Ableton outs 8 free Creative Extensions for Live 10 Suite & Standard with M4L
Ableton made additions to Live 10 with a selection of eight sound design tools developed in collaboration with Amazing Noises, creators of a bunch of great iPad effects processors like Moebius Lab, Dedalus, and Gliderverb.
The new effects and instruments are free for owners of Live 10 Suite or Live 10 Standard and Max for Live and can be downloaded through the DAW’s browser or via your user account on Ableton’s website.
The eight additions are as follows:
Melodic Steps — a new MIDI sequencer designed to work quickly and intuitively. According to Ableton, it encourages experimentation and discovery of new patterns as you go on playing with it.
Bass — monophonic virtual analog synthesizer optimized for bass sounds and capable of going from clean to heavily distorted tones. It offers four oscillators that can be tuned individually. Sounds like there’s some serious rumbling potential here!
Poli — polyphonic virtual analog synth with a vintage character and capable modulation alongside an integrated chorus effect.
Pitch Hack — an unusual delay effect with transposition, audio reversing, randomizing pitch and the ability to fold delayed signal back into itself. Definitely a tool for out-there sounds!
Gated Delay — delay fused to a gate sequencer which sends incoming signal to a delay line on the steps you activated, forming a rhythm.
Color Limiter — based on a hardware limiter, with Saturation and Color parameters offered for attaining a characteristic, musically distorted sound.
Re-Enveloper — multiband envelope processor which splits the signal into three frequency bands that can be adjusted by the user. The effect’s character and responsiveness can be controlled by the Attack & Release knobs.
m — a possible new favorite for ambient artists, this tool creates dense reverb-like sounds and textures from the user-specified frequency range of a signal.
A superb update to one of the more powerful DAWs for sound design, all in all. Grab that thing and put it through its paces, see if you can discover a new favourite sound mangling tool.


Each record should be copied exactly, and none of them omitted.

[Stored dataset items]
━━━━━━━━━━

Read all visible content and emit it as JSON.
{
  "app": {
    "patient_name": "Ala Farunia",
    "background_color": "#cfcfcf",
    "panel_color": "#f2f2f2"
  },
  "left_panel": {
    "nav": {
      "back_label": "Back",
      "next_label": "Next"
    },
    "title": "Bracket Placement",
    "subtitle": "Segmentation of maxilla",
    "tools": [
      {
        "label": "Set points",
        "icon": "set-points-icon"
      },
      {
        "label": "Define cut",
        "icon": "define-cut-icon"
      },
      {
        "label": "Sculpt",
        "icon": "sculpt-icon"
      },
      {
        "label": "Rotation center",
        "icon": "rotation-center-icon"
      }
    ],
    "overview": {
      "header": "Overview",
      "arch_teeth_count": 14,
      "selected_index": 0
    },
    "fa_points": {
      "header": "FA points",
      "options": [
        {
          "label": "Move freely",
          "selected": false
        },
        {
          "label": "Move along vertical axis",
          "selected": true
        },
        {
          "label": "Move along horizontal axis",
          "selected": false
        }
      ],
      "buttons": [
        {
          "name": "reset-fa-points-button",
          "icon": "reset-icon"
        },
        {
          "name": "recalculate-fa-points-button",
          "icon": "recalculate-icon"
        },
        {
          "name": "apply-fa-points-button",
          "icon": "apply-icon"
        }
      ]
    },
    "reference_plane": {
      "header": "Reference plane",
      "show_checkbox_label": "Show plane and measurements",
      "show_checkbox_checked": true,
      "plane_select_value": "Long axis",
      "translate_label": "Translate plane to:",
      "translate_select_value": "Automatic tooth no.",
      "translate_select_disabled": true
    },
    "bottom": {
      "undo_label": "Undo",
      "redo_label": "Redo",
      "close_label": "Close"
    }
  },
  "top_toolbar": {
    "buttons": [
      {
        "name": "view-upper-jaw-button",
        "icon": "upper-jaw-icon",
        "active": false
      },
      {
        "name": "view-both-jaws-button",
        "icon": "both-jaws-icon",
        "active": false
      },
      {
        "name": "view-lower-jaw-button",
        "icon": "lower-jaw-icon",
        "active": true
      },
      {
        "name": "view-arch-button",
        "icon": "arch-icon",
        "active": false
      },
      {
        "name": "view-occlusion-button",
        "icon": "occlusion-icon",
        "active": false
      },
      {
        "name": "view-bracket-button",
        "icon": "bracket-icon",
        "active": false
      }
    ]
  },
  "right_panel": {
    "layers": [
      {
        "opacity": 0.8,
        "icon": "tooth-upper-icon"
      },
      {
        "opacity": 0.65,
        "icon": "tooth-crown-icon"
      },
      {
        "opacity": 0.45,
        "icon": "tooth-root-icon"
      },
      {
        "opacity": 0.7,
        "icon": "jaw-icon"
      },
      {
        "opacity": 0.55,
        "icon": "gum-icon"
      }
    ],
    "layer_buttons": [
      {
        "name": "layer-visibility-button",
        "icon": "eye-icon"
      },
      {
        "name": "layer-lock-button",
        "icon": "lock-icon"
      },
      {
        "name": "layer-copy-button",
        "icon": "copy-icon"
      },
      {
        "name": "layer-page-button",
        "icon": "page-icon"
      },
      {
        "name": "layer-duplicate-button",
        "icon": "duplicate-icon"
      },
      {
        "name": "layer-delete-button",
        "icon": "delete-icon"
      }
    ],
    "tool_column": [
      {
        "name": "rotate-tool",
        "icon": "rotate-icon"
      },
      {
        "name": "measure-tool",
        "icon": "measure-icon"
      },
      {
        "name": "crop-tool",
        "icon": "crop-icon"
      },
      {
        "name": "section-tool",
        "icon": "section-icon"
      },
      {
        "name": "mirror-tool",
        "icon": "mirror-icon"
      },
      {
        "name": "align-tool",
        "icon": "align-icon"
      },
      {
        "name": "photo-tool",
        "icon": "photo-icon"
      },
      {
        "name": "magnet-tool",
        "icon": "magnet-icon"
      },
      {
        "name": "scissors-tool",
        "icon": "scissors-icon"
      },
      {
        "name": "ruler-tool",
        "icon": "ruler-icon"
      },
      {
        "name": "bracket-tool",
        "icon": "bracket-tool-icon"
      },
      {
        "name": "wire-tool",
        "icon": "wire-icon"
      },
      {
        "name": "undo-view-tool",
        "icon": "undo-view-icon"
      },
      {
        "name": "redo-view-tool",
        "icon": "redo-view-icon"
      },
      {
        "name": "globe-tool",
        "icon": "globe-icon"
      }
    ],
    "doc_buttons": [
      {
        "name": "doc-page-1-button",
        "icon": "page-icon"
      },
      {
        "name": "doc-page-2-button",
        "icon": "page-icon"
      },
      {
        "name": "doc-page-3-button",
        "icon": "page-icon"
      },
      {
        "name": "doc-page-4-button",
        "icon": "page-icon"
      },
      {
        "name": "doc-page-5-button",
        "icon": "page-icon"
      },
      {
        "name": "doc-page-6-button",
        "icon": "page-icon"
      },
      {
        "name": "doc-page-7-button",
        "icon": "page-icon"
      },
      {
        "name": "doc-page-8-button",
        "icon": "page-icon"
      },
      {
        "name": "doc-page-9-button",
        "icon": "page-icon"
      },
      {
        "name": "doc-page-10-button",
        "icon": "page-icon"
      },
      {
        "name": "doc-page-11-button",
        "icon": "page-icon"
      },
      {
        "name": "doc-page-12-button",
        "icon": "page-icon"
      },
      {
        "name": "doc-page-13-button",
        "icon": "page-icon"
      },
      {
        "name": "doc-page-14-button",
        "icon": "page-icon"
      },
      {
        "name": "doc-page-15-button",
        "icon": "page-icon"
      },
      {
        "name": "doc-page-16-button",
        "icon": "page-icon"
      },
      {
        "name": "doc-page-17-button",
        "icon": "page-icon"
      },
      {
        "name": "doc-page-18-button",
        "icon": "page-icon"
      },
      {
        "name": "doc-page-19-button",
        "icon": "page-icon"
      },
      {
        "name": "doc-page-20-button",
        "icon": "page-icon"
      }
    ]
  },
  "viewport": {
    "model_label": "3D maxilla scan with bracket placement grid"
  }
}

━━━━━━━━━━

● **Exercise response**
Read all visible content and emit it as JSON.
{
  "app": {
    "patient_name": "Ala Farunia",
    "background_color": "#cfcfcf",
    "panel_color": "#f2f2f2"
  },
  "left_panel": {
    "nav": {
      "back_label": "Back",
      "next_label": "Next"
    },
    "title": "Bracket Placement",
    "subtitle": "Segmentation of maxilla",
    "tools": [
      {
        "label": "Set points",
        "icon": "set-points-icon"
      },
      {
        "label": "Define cut",
        "icon": "define-cut-icon"
      },
      {
        "label": "Sculpt",
        "icon": "sculpt-icon"
      },
      {
        "label": "Rotation center",
        "icon": "rotation-center-icon"
      }
    ],
    "overview": {
      "header": "Overview",
      "arch_teeth_count": 14,
      "selected_index": 0
    },
    "fa_points": {
      "header": "FA points",
      "options": [
        {
          "label": "Move freely",
          "selected": false
        },
        {
          "label": "Move along vertical axis",
          "selected": true
        },
        {
          "label": "Move along horizontal axis",
          "selected": false
        }
      ],
      "buttons": [
        {
          "name": "reset-fa-points-button",
          "icon": "reset-icon"
        },
        {
          "name": "recalculate-fa-points-button",
          "icon": "recalculate-icon"
        },
        {
          "name": "apply-fa-points-button",
          "icon": "apply-icon"
        }
      ]
    },
    "reference_plane": {
      "header": "Reference plane",
      "show_checkbox_label": "Show plane and measurements",
      "show_checkbox_checked": true,
      "plane_select_value": "Long axis",
      "translate_label": "Translate plane to:",
      "translate_select_value": "Automatic tooth no.",
      "translate_select_disabled": true
    },
    "bottom": {
      "undo_label": "Undo",
      "redo_label": "Redo",
      "close_label": "Close"
    }
  },
  "top_toolbar": {
    "buttons": [
      {
        "name": "view-upper-jaw-button",
        "icon": "upper-jaw-icon",
        "active": false
      },
      {
        "name": "view-both-jaws-button",
        "icon": "both-jaws-icon",
        "active": false
      },
      {
        "name": "view-lower-jaw-button",
        "icon": "lower-jaw-icon",
        "active": true
      },
      {
        "name": "view-arch-button",
        "icon": "arch-icon",
        "active": false
      },
      {
        "name": "view-occlusion-button",
        "icon": "occlusion-icon",
        "active": false
      },
      {
        "name": "view-bracket-button",
        "icon": "bracket-icon",
        "active": false
      }
    ]
  },
  "right_panel": {
    "layers": [
      {
        "opacity": 0.8,
        "icon": "tooth-upper-icon"
      },
      {
        "opacity": 0.65,
        "icon": "tooth-crown-icon"
      },
      {
        "opacity": 0.45,
        "icon": "tooth-root-icon"
      },
      {
        "opacity": 0.7,
        "icon": "jaw-icon"
      },
      {
        "opacity": 0.55,
        "icon": "gum-icon"
      }
    ],
    "layer_buttons": [
      {
        "name": "layer-visibility-button",
        "icon": "eye-icon"
      },
      {
        "name": "layer-lock-button",
        "icon": "lock-icon"
      },
      {
        "name": "layer-copy-button",
        "icon": "copy-icon"
      },
      {
        "name": "layer-page-button",
        "icon": "page-icon"
      },
      {
        "name": "layer-duplicate-button",
        "icon": "duplicate-icon"
      },
      {
        "name": "layer-delete-button",
        "icon": "delete-icon"
      }
    ],
    "tool_column": [
      {
        "name": "rotate-tool",
        "icon": "rotate-icon"
      },
      {
        "name": "measure-tool",
        "icon": "measure-icon"
      },
      {
        "name": "crop-tool",
        "icon": "crop-icon"
      },
      {
        "name": "section-tool",
        "icon": "section-icon"
      },
      {
        "name": "mirror-tool",
        "icon": "mirror-icon"
      },
      {
        "name": "align-tool",
        "icon": "align-icon"
      },
      {
        "name": "photo-tool",
        "icon": "photo-icon"
      },
      {
        "name": "magnet-tool",
        "icon": "magnet-icon"
      },
      {
        "name": "scissors-tool",
        "icon": "scissors-icon"
      },
      {
        "name": "ruler-tool",
        "icon": "ruler-icon"
      },
      {
        "name": "bracket-tool",
        "icon": "bracket-tool-icon"
      },
      {
        "name": "wire-tool",
        "icon": "wire-icon"
      },
      {
        "name": "undo-view-tool",
        "icon": "undo-view-icon"
      },
      {
        "name": "redo-view-tool",
        "icon": "redo-view-icon"
      },
      {
        "name": "globe-tool",
        "icon": "globe-icon"
      }
    ],
    "doc_buttons": [
      {
        "name": "doc-page-1-button",
        "icon": "page-icon"
      },
      {
        "name": "doc-page-2-button",
        "icon": "page-icon"
      },
      {
        "name": "doc-page-3-button",
        "icon": "page-icon"
      },
      {
        "name": "doc-page-4-button",
        "icon": "page-icon"
      },
      {
        "name": "doc-page-5-button",
        "icon": "page-icon"
      },
      {
        "name": "doc-page-6-button",
        "icon": "page-icon"
      },
      {
        "name": "doc-page-7-button",
        "icon": "page-icon"
      },
      {
        "name": "doc-page-8-button",
        "icon": "page-icon"
      },
      {
        "name": "doc-page-9-button",
        "icon": "page-icon"
      },
      {
        "name": "doc-page-10-button",
        "icon": "page-icon"
      },
      {
        "name": "doc-page-11-button",
        "icon": "page-icon"
      },
      {
        "name": "doc-page-12-button",
        "icon": "page-icon"
      },
      {
        "name": "doc-page-13-button",
        "icon": "page-icon"
      },
      {
        "name": "doc-page-14-button",
        "icon": "page-icon"
      },
      {
        "name": "doc-page-15-button",
        "icon": "page-icon"
      },
      {
        "name": "doc-page-16-button",
        "icon": "page-icon"
      },
      {
        "name": "doc-page-17-button",
        "icon": "page-icon"
      },
      {
        "name": "doc-page-18-button",
        "icon": "page-icon"
      },
      {
        "name": "doc-page-19-button",
        "icon": "page-icon"
      },
      {
        "name": "doc-page-20-button",
        "icon": "page-icon"
      }
    ]
  },
  "viewport": {
    "model_label": "3D maxilla scan with bracket placement grid"
  }
}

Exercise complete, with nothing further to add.